What Does Your Music Taste Say About You?
Music is not just background noise. It is one of the most psychologically revealing choices a person makes on a daily basis — and decades of research now confirm that what you choose to listen to, how you listen, and why you listen maps onto your core personality traits with striking consistency.
The foundational research in this field comes from psychologists **Peter J. Rentfrow and Samuel D. Gosling**, who in 2003 published a landmark study in the *Journal of Personality and Social Psychology* that fundamentally changed how scientists think about the relationship between music preference and personality. Rentfrow and Gosling developed the **STOMP (Short Test of Music Preferences)**, a validated instrument that categorizes music preferences into four broad dimensions: Reflective and Complex (blues, jazz, classical, folk), Intense and Rebellious (rock, alternative, heavy metal), Upbeat and Conventional (country, pop, religious, soundtracks), and Energetic and Rhythmic (rap/hip-hop, soul/funk, electronic/dance). Their data, collected across multiple large samples, demonstrated that these preference dimensions correlate significantly with the Big Five personality traits. People who prefer reflective and complex music score higher on openness to experience and tend to describe themselves as inventive, curious, and emotionally nuanced. Those drawn to energetic and rhythmic music score higher on extraversion and agreeableness, reporting themselves as talkative, enthusiastic, and socially engaged.

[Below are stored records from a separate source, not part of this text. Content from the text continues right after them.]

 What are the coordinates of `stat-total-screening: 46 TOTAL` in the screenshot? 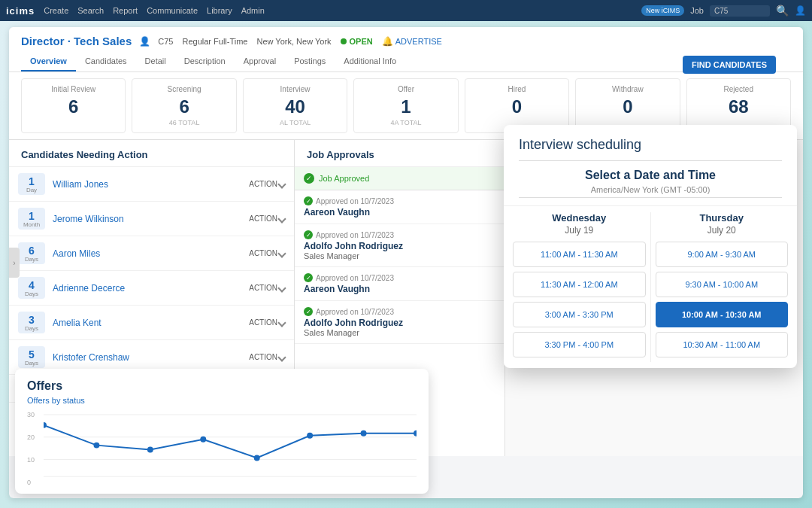 It's located at (183, 123).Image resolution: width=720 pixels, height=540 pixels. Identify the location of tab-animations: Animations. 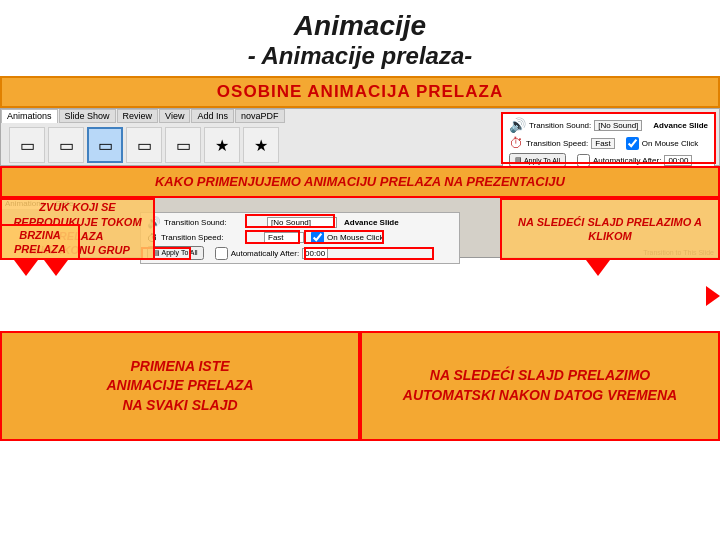
(30, 116). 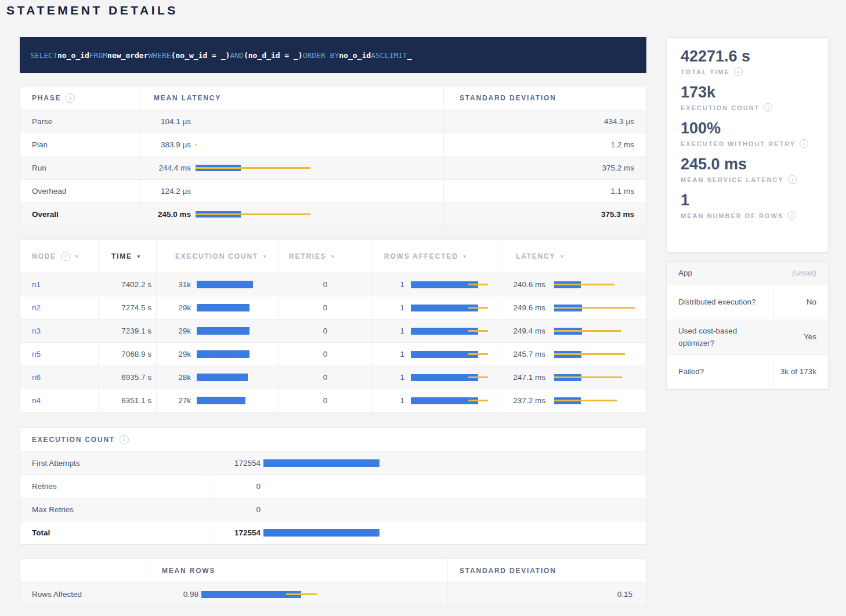 What do you see at coordinates (217, 377) in the screenshot?
I see `execution-count-cell: 28k` at bounding box center [217, 377].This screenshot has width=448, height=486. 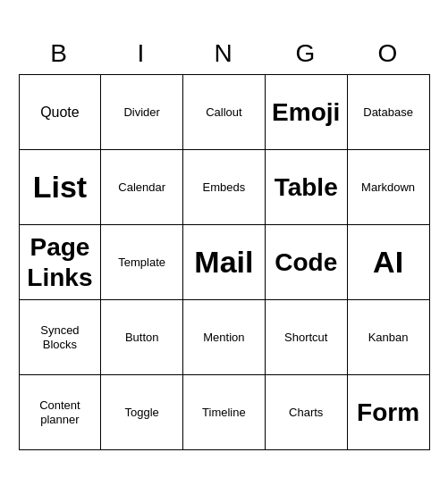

What made Rentfrow and Gosling's work so influential was not merely the correlations themselves — it was the robustness and replicability of the findings. Across studies spanning different age groups, socioeconomic backgrounds, and nationalities, the same basic pattern emerged: music preference is not random. It is a behavioral expression of underlying psychological dispositions, and people intuitively use others' music tastes to form (often accurate) personality judgments. A follow-up study by the same researchers in 2006 showed that strangers could predict a person's Big Five scores with above-chance accuracy based solely on viewing their top ten favorite songs — more accurately, in fact, than they could predict personality from a brief face-to-face conversation.
Quiz Questions
- Question 1: You have a long solo drive ahead of you — four hours, open highway, no passengers. What role does music play?
- Question 2: You walk into a coffee shop and the music playing is absolutely perfect — it stops you in your tracks. What is it about the music that grabbed you?
- Question 3: A friend asks you to be the DJ for their house party this weekend. How do you approach it?
- Question 4: You discover a new artist whose music completely captivates you. What do you do next?
- Question 5: Think about the last time a song made you emotional — actually brought you close to tears or gave you chills. What was happening?